Available data:
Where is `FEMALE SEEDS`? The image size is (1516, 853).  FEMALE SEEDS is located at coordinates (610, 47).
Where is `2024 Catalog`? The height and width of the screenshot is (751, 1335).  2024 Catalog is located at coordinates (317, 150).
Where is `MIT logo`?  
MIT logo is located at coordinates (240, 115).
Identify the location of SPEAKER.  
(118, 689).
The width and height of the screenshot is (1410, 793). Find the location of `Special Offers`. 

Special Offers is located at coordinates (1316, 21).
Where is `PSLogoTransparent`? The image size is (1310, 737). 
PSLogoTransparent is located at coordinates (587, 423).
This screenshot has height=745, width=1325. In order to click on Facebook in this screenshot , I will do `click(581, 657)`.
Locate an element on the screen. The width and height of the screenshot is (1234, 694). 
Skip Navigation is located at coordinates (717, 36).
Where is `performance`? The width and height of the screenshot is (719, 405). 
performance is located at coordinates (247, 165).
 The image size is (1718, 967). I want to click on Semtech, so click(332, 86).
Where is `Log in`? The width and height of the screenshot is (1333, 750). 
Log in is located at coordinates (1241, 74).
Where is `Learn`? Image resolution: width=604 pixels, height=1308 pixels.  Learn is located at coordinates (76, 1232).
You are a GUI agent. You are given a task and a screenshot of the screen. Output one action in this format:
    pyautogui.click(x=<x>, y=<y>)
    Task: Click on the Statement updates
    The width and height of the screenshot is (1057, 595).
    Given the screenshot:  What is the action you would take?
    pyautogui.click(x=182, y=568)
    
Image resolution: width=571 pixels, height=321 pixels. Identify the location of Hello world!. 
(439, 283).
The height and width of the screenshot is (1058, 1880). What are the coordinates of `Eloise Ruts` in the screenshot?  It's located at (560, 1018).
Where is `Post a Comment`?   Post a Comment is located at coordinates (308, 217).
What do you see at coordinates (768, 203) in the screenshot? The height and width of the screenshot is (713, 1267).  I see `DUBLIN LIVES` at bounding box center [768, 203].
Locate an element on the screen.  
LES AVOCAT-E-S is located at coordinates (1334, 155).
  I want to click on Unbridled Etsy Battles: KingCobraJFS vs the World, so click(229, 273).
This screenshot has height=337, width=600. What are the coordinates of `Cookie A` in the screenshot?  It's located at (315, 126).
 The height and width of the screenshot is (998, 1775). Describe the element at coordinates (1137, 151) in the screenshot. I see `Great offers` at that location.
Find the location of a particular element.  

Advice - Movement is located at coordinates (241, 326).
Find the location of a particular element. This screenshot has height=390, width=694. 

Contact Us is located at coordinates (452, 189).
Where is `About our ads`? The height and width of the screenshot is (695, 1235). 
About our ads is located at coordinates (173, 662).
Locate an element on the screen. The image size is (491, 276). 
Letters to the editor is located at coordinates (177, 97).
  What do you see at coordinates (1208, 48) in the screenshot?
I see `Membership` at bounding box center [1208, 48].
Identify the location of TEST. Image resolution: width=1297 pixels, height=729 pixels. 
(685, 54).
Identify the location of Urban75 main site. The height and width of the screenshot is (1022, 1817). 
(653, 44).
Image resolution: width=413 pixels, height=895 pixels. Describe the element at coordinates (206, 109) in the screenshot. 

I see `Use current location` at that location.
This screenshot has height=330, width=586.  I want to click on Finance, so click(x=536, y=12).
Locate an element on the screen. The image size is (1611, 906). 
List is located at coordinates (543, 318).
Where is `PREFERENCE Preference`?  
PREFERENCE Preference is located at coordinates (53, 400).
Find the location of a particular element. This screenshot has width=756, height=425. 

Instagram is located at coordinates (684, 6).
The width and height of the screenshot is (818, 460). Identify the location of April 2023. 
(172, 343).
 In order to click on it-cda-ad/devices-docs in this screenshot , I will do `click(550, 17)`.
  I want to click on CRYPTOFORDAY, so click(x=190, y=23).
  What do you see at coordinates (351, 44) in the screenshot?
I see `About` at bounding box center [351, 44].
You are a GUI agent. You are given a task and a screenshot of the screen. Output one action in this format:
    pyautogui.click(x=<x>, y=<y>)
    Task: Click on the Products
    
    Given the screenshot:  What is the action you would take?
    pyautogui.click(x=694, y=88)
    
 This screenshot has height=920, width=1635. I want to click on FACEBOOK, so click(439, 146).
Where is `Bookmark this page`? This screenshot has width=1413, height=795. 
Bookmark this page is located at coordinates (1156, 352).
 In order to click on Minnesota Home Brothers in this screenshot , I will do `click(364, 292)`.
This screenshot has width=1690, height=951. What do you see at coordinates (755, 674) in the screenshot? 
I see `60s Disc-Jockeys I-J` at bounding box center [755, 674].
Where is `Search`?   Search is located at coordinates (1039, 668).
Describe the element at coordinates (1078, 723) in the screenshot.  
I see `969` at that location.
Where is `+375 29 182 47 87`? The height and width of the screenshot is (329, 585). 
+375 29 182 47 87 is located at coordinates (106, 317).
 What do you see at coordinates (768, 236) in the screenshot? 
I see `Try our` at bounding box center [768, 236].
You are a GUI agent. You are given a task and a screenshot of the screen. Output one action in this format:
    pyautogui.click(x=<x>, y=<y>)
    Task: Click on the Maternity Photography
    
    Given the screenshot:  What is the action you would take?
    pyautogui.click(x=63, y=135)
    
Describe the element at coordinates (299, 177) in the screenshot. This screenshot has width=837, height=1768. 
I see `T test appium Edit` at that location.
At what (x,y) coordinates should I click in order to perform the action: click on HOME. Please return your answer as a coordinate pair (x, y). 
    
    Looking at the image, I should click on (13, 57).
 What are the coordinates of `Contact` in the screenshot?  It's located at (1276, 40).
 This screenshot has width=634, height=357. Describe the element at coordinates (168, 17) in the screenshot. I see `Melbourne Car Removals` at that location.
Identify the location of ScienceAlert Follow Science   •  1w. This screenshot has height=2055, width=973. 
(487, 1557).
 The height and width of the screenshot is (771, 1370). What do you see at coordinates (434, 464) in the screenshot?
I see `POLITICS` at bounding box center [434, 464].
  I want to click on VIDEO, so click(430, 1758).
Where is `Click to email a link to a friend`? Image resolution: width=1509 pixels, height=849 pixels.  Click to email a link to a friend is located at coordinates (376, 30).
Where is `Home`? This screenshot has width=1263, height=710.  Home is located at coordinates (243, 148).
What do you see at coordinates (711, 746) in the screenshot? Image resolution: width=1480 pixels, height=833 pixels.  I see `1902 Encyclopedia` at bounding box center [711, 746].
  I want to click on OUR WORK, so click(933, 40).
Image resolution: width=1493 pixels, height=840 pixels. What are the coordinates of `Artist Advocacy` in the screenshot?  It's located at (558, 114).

Required work:
Word for word, transcribe all of the entries shown above.

Expected answer:
Where is `FEMALE SEEDS`? The image size is (1516, 853).  FEMALE SEEDS is located at coordinates (610, 47).
Where is `2024 Catalog`? The height and width of the screenshot is (751, 1335).  2024 Catalog is located at coordinates (317, 150).
Where is `MIT logo`?  
MIT logo is located at coordinates (240, 115).
Identify the location of SPEAKER.  
(118, 689).
The width and height of the screenshot is (1410, 793). Find the location of `Special Offers`. 

Special Offers is located at coordinates (1316, 21).
Where is `PSLogoTransparent`? The image size is (1310, 737). 
PSLogoTransparent is located at coordinates (587, 423).
This screenshot has height=745, width=1325. In order to click on Facebook in this screenshot , I will do `click(581, 657)`.
Locate an element on the screen. The width and height of the screenshot is (1234, 694). 
Skip Navigation is located at coordinates (717, 36).
Where is `performance`? The width and height of the screenshot is (719, 405). 
performance is located at coordinates (247, 165).
 The image size is (1718, 967). I want to click on Semtech, so click(332, 86).
Where is `Log in`? The width and height of the screenshot is (1333, 750). 
Log in is located at coordinates (1241, 74).
Where is `Learn`? Image resolution: width=604 pixels, height=1308 pixels.  Learn is located at coordinates (76, 1232).
You are a GUI agent. You are given a task and a screenshot of the screen. Output one action in this format:
    pyautogui.click(x=<x>, y=<y>)
    Task: Click on the Statement updates
    The width and height of the screenshot is (1057, 595).
    Given the screenshot:  What is the action you would take?
    pyautogui.click(x=182, y=568)
    
Image resolution: width=571 pixels, height=321 pixels. Identify the location of Hello world!. 
(439, 283).
The height and width of the screenshot is (1058, 1880). What are the coordinates of `Eloise Ruts` in the screenshot?  It's located at (560, 1018).
Where is `Post a Comment`?   Post a Comment is located at coordinates (308, 217).
What do you see at coordinates (768, 203) in the screenshot? The height and width of the screenshot is (713, 1267).  I see `DUBLIN LIVES` at bounding box center [768, 203].
Locate an element on the screen.  
LES AVOCAT-E-S is located at coordinates (1334, 155).
  I want to click on Unbridled Etsy Battles: KingCobraJFS vs the World, so click(229, 273).
This screenshot has height=337, width=600. What are the coordinates of `Cookie A` in the screenshot?  It's located at (315, 126).
 The height and width of the screenshot is (998, 1775). Describe the element at coordinates (1137, 151) in the screenshot. I see `Great offers` at that location.
Find the location of a particular element.  

Advice - Movement is located at coordinates (241, 326).
Find the location of a particular element. This screenshot has height=390, width=694. 

Contact Us is located at coordinates (452, 189).
Where is `About our ads`? The height and width of the screenshot is (695, 1235). 
About our ads is located at coordinates (173, 662).
Locate an element on the screen. The image size is (491, 276). 
Letters to the editor is located at coordinates (177, 97).
  What do you see at coordinates (1208, 48) in the screenshot?
I see `Membership` at bounding box center [1208, 48].
Identify the location of TEST. Image resolution: width=1297 pixels, height=729 pixels. 
(685, 54).
Identify the location of Urban75 main site. The height and width of the screenshot is (1022, 1817). 
(653, 44).
Image resolution: width=413 pixels, height=895 pixels. Describe the element at coordinates (206, 109) in the screenshot. 

I see `Use current location` at that location.
This screenshot has height=330, width=586.  I want to click on Finance, so click(x=536, y=12).
Locate an element on the screen. The image size is (1611, 906). 
List is located at coordinates (543, 318).
Where is `PREFERENCE Preference`?  
PREFERENCE Preference is located at coordinates (53, 400).
Find the location of a particular element. This screenshot has width=756, height=425. 

Instagram is located at coordinates (684, 6).
The width and height of the screenshot is (818, 460). Identify the location of April 2023. 
(172, 343).
 In order to click on it-cda-ad/devices-docs in this screenshot , I will do `click(550, 17)`.
  I want to click on CRYPTOFORDAY, so click(x=190, y=23).
  What do you see at coordinates (351, 44) in the screenshot?
I see `About` at bounding box center [351, 44].
You are a GUI agent. You are given a task and a screenshot of the screen. Output one action in this format:
    pyautogui.click(x=<x>, y=<y>)
    Task: Click on the Products
    
    Given the screenshot:  What is the action you would take?
    pyautogui.click(x=694, y=88)
    
 This screenshot has height=920, width=1635. I want to click on FACEBOOK, so click(439, 146).
Where is `Bookmark this page`? This screenshot has width=1413, height=795. 
Bookmark this page is located at coordinates (1156, 352).
 In order to click on Minnesota Home Brothers in this screenshot , I will do `click(364, 292)`.
This screenshot has width=1690, height=951. What do you see at coordinates (755, 674) in the screenshot? 
I see `60s Disc-Jockeys I-J` at bounding box center [755, 674].
Where is `Search`?   Search is located at coordinates (1039, 668).
Describe the element at coordinates (1078, 723) in the screenshot.  
I see `969` at that location.
Where is `+375 29 182 47 87`? The height and width of the screenshot is (329, 585). 
+375 29 182 47 87 is located at coordinates (106, 317).
 What do you see at coordinates (768, 236) in the screenshot? 
I see `Try our` at bounding box center [768, 236].
You are a GUI agent. You are given a task and a screenshot of the screen. Output one action in this format:
    pyautogui.click(x=<x>, y=<y>)
    Task: Click on the Maternity Photography
    
    Given the screenshot:  What is the action you would take?
    pyautogui.click(x=63, y=135)
    
Describe the element at coordinates (299, 177) in the screenshot. This screenshot has width=837, height=1768. 
I see `T test appium Edit` at that location.
At what (x,y) coordinates should I click in order to perform the action: click on HOME. Please return your answer as a coordinate pair (x, y). 
    
    Looking at the image, I should click on (13, 57).
 What are the coordinates of `Contact` in the screenshot?  It's located at (1276, 40).
 This screenshot has width=634, height=357. Describe the element at coordinates (168, 17) in the screenshot. I see `Melbourne Car Removals` at that location.
Identify the location of ScienceAlert Follow Science   •  1w. This screenshot has height=2055, width=973. 
(487, 1557).
 The height and width of the screenshot is (771, 1370). What do you see at coordinates (434, 464) in the screenshot?
I see `POLITICS` at bounding box center [434, 464].
  I want to click on VIDEO, so click(430, 1758).
Where is `Click to email a link to a friend`? Image resolution: width=1509 pixels, height=849 pixels.  Click to email a link to a friend is located at coordinates (376, 30).
Where is `Home`? This screenshot has width=1263, height=710.  Home is located at coordinates (243, 148).
What do you see at coordinates (711, 746) in the screenshot? Image resolution: width=1480 pixels, height=833 pixels.  I see `1902 Encyclopedia` at bounding box center [711, 746].
  I want to click on OUR WORK, so click(933, 40).
Image resolution: width=1493 pixels, height=840 pixels. What are the coordinates of `Artist Advocacy` in the screenshot?  It's located at (558, 114).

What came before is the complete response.